YEARS ago in this column, as the new Millennium hove into view, I named two activities of the 20th Century that I believed would be looked upon with disgust and amazement by its successor.

The first was smoking. We’re almost there. The habit has been pushed to the margins of society. Among the diminishing numbers that smoke today perhaps the majority recognises it as both filthy and unhealthy – and wishes to quit. Certainly few of us would welcome a return to the days when everyone was obliged to tolerate reeking cigarette smoke, in workplaces, restaurants, pubs and on public transport, with even non-smokers taking the vile odour home on clothes, and risking damage to health through passive smoking.

Yes, smoking has just about expired. But that other activity I was confident would be consigned to history has marched onward. Women have joined the ranks of boxers. From the background build up to the TV coverage of last weekend’s Boat Race I learned that the Oxford v Cambridge sporting rivalries now include women’s boxing. No dawn of enlightenment, then, at these great centres of learning and culture.

Just hours earlier came the news of the appalling head injuries to boxer Nick Blackwell. Inflicted in his British middleweight title fight with Chris Eubank Jnr, they left him with bleeding to the brain.

The circumstances in the two rounds before the fight was stopped were grotesque. Blackwell’s head injuries were obvious enough for Eubank’s boxer father to be urging his son to land only body blows. Oxygen had to be administered when Blackwell collapsed.

On Radio 4’s Today programme, I heard a boxing authority (sorry, I missed the name), defend the sport. “It’s man’s nature to fight…women too now.” He dismissed the wearing of headguards. “They create more vibrations. They’ve removed them at the Olympics.” The suggestion that punches to the head should be banned was ridiculed. “Nah,” he scoffed.

Why is it not commonly recognised that setting two people up to fight each other is uncivilised? Celebrating one person’s brutal conquest of another gives violence, even bloodshed, an honoured place in our culture. As events in the wider world increasingly demonstrate, there’s more than enough violence and bloodshed without perpetrating it as sport. Maybe we’ll put this ghastly spectacle behind us in the 21st Century. But only maybe.

THE other day the Radio 4 consumer programme You and Yours broadcast an item about private medical insurance – the benefits, the pitfalls, the costs etc. Doesn’t the very fact that this is now regarded as a suitable subject for a mainstream programme prove that the NHS has not been “safe in their hands” – “their” being every government since the time of Margaret Thatcher?

It seems a shame – returning to the hundreds of Darlington Civic Theatre supporters the personalised brass plaques fitted to the seats they funded back in the 1990s. The theatre spins this as a considerate gesture. “With a large restoration on the horizon, we felt the time was right to reunite people with their own part of the theatre.” Really? The plaques should be displayed at the theatre. Part of its history, they are tokens of a help without which the Civic might not have survived for its new renovation.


▸ EXERCISE DIRECTIONS
Your output must reproduce all the records below precisely and contain no pictures.

Data entries for graphics

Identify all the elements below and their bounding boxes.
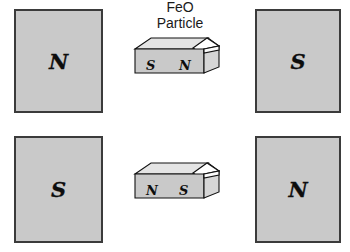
magnet-block-top-right: S [255, 9, 341, 113]
magnet-block-top-left: N [14, 9, 103, 113]
particle-pole-left: S [146, 59, 155, 72]
particle-pole-right: N [179, 59, 191, 72]
magnet-pole-label: N [288, 179, 307, 200]
diagram-canvas: N S S N FeO Particle S N [0, 0, 350, 252]
caption-line-1: FeO [126, 0, 234, 15]
feo-particle-top: S N [133, 36, 225, 82]
feo-particle-caption: FeO Particle [126, 0, 234, 31]
particle-pole-right: S [179, 184, 188, 197]
caption-line-2: Particle [126, 15, 234, 31]
magnet-block-bottom-right: N [255, 136, 341, 243]
feo-particle-bottom: N S [133, 161, 225, 207]
magnet-pole-label: S [290, 51, 305, 72]
particle-pole-left: N [146, 184, 158, 197]
magnet-pole-label: N [49, 51, 68, 72]
magnet-pole-label: S [51, 179, 66, 200]
magnet-block-bottom-left: S [14, 136, 103, 243]
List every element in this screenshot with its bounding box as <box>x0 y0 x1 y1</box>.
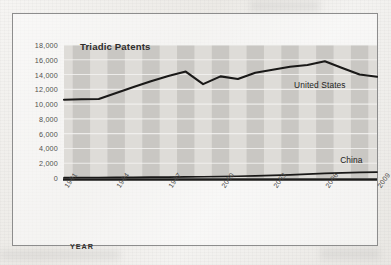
y-axis-tick-label: 6,000 <box>18 130 58 139</box>
chart-title: Triadic Patents <box>80 41 151 52</box>
series-label-china: China <box>340 155 362 165</box>
chart-frame: Triadic Patents 02,0004,0006,0008,00010,… <box>12 13 378 246</box>
y-axis-tick-label: 8,000 <box>18 115 58 124</box>
series-label-united-states: United States <box>294 80 346 90</box>
x-axis-title: YEAR <box>70 242 94 251</box>
y-axis-tick-label: 4,000 <box>18 144 58 153</box>
chart-figure: Triadic Patents 02,0004,0006,0008,00010,… <box>13 14 377 245</box>
y-axis-tick-label: 0 <box>18 174 58 183</box>
y-axis-tick-label: 10,000 <box>18 100 58 109</box>
y-axis-tick-label: 14,000 <box>18 71 58 80</box>
y-axis-tick-label: 2,000 <box>18 159 58 168</box>
y-axis-tick-label: 18,000 <box>18 41 58 50</box>
y-axis-tick-label: 12,000 <box>18 85 58 94</box>
chart-plot-svg <box>13 14 379 247</box>
y-axis-tick-label: 16,000 <box>18 56 58 65</box>
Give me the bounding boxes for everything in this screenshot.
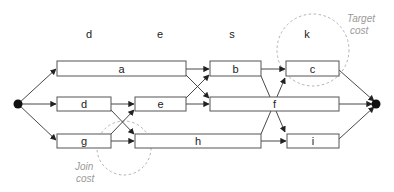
target-cost-label-line2: cost [350,25,370,36]
task-box-e: e [135,97,186,111]
task-box-c: c [286,61,339,76]
column-label-k: k [304,28,310,40]
task-label-i: i [312,135,314,147]
task-box-d: d [57,97,111,111]
edge-start-a [18,69,56,104]
start-node [14,100,23,109]
column-label-d: d [86,28,92,40]
task-label-d: d [81,98,87,110]
edge-i-end [339,107,374,139]
end-node [372,100,381,109]
edge-c-end [339,70,374,101]
task-box-h: h [135,134,261,148]
task-box-b: b [210,61,261,76]
task-box-i: i [287,134,339,148]
task-label-e: e [157,98,163,110]
column-label-s: s [229,28,235,40]
column-label-e: e [157,28,163,40]
target-cost-label-line1: Target [347,13,376,24]
task-label-c: c [310,63,316,75]
network-diagram: d e s k Target cost Join cost [0,0,394,192]
task-box-f: f [210,97,339,111]
join-cost-label-line1: Join [74,161,94,172]
task-label-h: h [195,135,201,147]
task-label-g: g [81,135,87,147]
join-cost-label-line2: cost [76,173,96,184]
task-label-a: a [118,63,125,75]
task-box-g: g [57,134,111,148]
task-label-b: b [232,63,238,75]
task-box-a: a [57,61,186,76]
edge-start-g [18,104,56,140]
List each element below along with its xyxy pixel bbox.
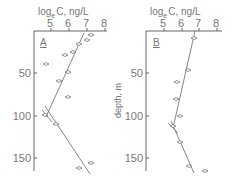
panel-b-xtick-5: 5 [160, 17, 166, 29]
panel-a-label: A [40, 37, 47, 48]
panel-b-ytick-100: 100 [125, 110, 143, 122]
panel-b: logeC, ng/L 5 6 7 8 50 100 150 depth, m … [113, 6, 222, 173]
panel-a: logeC, ng/L 5 6 7 8 50 100 150 A [13, 6, 107, 174]
panel-b-xtick-8: 8 [213, 17, 219, 29]
panel-b-ytick-50: 50 [131, 67, 143, 79]
panel-b-ytick-150: 150 [125, 152, 143, 164]
panel-a-ytick-150: 150 [13, 152, 31, 164]
panel-b-xaxis-title: logeC, ng/L [150, 6, 201, 19]
panel-a-xtick-8: 8 [101, 17, 107, 29]
panel-a-fit-upper [46, 33, 84, 117]
panel-b-label: B [153, 37, 160, 48]
ylabel-depth: depth, m [113, 83, 123, 118]
chart-figure: logeC, ng/L 5 6 7 8 50 100 150 A [0, 0, 237, 186]
panel-b-fit-upper [173, 31, 195, 128]
panel-a-points [42, 34, 94, 170]
panel-b-xtick-7: 7 [195, 17, 201, 29]
panel-a-ytick-100: 100 [13, 110, 31, 122]
panel-a-xtick-5: 5 [47, 17, 53, 29]
panel-a-xtick-6: 6 [65, 17, 71, 29]
panel-b-xtick-6: 6 [178, 17, 184, 29]
panel-a-xaxis-title: logeC, ng/L [38, 6, 89, 19]
panel-a-fit-lower [45, 106, 90, 174]
panel-a-xtick-7: 7 [83, 17, 89, 29]
panel-a-ytick-50: 50 [19, 67, 31, 79]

▸ ANSWER BOX
Identify all the elements below and their bounding boxes.
magnet-block-top-right: S [255, 9, 341, 113]
magnet-block-top-left: N [14, 9, 103, 113]
particle-pole-left: S [146, 59, 155, 72]
particle-pole-right: N [179, 59, 191, 72]
magnet-pole-label: N [288, 179, 307, 200]
diagram-canvas: N S S N FeO Particle S N [0, 0, 350, 252]
caption-line-1: FeO [126, 0, 234, 15]
feo-particle-top: S N [133, 36, 225, 82]
feo-particle-caption: FeO Particle [126, 0, 234, 31]
particle-pole-right: S [179, 184, 188, 197]
caption-line-2: Particle [126, 15, 234, 31]
magnet-block-bottom-right: N [255, 136, 341, 243]
feo-particle-bottom: N S [133, 161, 225, 207]
magnet-pole-label: S [290, 51, 305, 72]
particle-pole-left: N [146, 184, 158, 197]
magnet-pole-label: N [49, 51, 68, 72]
magnet-pole-label: S [51, 179, 66, 200]
magnet-block-bottom-left: S [14, 136, 103, 243]
List every element in this screenshot with its bounding box as <box>x0 y0 x1 y1</box>.
y-axis-tick-label: 6,000 <box>18 130 58 139</box>
chart-title: Triadic Patents <box>80 41 151 52</box>
series-label-china: China <box>340 155 362 165</box>
chart-frame: Triadic Patents 02,0004,0006,0008,00010,… <box>12 13 378 246</box>
y-axis-tick-label: 8,000 <box>18 115 58 124</box>
series-label-united-states: United States <box>294 80 346 90</box>
x-axis-title: YEAR <box>70 242 94 251</box>
y-axis-tick-label: 4,000 <box>18 144 58 153</box>
chart-figure: Triadic Patents 02,0004,0006,0008,00010,… <box>13 14 377 245</box>
y-axis-tick-label: 0 <box>18 174 58 183</box>
y-axis-tick-label: 10,000 <box>18 100 58 109</box>
y-axis-tick-label: 14,000 <box>18 71 58 80</box>
y-axis-tick-label: 2,000 <box>18 159 58 168</box>
y-axis-tick-label: 18,000 <box>18 41 58 50</box>
y-axis-tick-label: 12,000 <box>18 85 58 94</box>
chart-plot-svg <box>13 14 379 247</box>
y-axis-tick-label: 16,000 <box>18 56 58 65</box>
Give me the bounding boxes for everything in this screenshot.
target-cost-label-line2: cost [350,25,370,36]
task-box-e: e [135,97,186,111]
task-box-c: c [286,61,339,76]
column-label-k: k [304,28,310,40]
task-label-i: i [312,135,314,147]
task-box-d: d [57,97,111,111]
edge-start-a [18,69,56,104]
start-node [14,100,23,109]
column-label-d: d [86,28,92,40]
task-label-d: d [81,98,87,110]
edge-i-end [339,107,374,139]
end-node [372,100,381,109]
edge-c-end [339,70,374,101]
task-box-h: h [135,134,261,148]
task-box-b: b [210,61,261,76]
task-box-i: i [287,134,339,148]
task-label-e: e [157,98,163,110]
column-label-s: s [229,28,235,40]
column-label-e: e [157,28,163,40]
target-cost-label-line1: Target [347,13,376,24]
task-label-c: c [310,63,316,75]
network-diagram: d e s k Target cost Join cost [0,0,394,192]
task-box-f: f [210,97,339,111]
join-cost-label-line1: Join [74,161,94,172]
task-label-h: h [195,135,201,147]
task-label-g: g [81,135,87,147]
join-cost-label-line2: cost [76,173,96,184]
task-label-a: a [118,63,125,75]
task-box-g: g [57,134,111,148]
task-label-b: b [232,63,238,75]
task-box-a: a [57,61,186,76]
edge-start-g [18,104,56,140]
List each element below along with its xyxy pixel bbox.
panel-b-xtick-5: 5 [160, 17, 166, 29]
panel-a-label: A [40, 37, 47, 48]
panel-b-ytick-100: 100 [125, 110, 143, 122]
panel-b: logeC, ng/L 5 6 7 8 50 100 150 depth, m … [113, 6, 222, 173]
panel-a: logeC, ng/L 5 6 7 8 50 100 150 A [13, 6, 107, 174]
panel-b-xtick-8: 8 [213, 17, 219, 29]
panel-b-ytick-50: 50 [131, 67, 143, 79]
panel-b-ytick-150: 150 [125, 152, 143, 164]
panel-a-ytick-150: 150 [13, 152, 31, 164]
panel-b-xaxis-title: logeC, ng/L [150, 6, 201, 19]
panel-a-xtick-8: 8 [101, 17, 107, 29]
panel-a-fit-upper [46, 33, 84, 117]
panel-b-label: B [153, 37, 160, 48]
ylabel-depth: depth, m [113, 83, 123, 118]
chart-figure: logeC, ng/L 5 6 7 8 50 100 150 A [0, 0, 237, 186]
panel-b-fit-upper [173, 31, 195, 128]
panel-a-points [42, 34, 94, 170]
panel-b-xtick-7: 7 [195, 17, 201, 29]
panel-a-ytick-100: 100 [13, 110, 31, 122]
panel-a-xtick-5: 5 [47, 17, 53, 29]
panel-a-xtick-6: 6 [65, 17, 71, 29]
panel-b-xtick-6: 6 [178, 17, 184, 29]
panel-a-xaxis-title: logeC, ng/L [38, 6, 89, 19]
panel-a-fit-lower [45, 106, 90, 174]
panel-a-xtick-7: 7 [83, 17, 89, 29]
panel-a-ytick-50: 50 [19, 67, 31, 79]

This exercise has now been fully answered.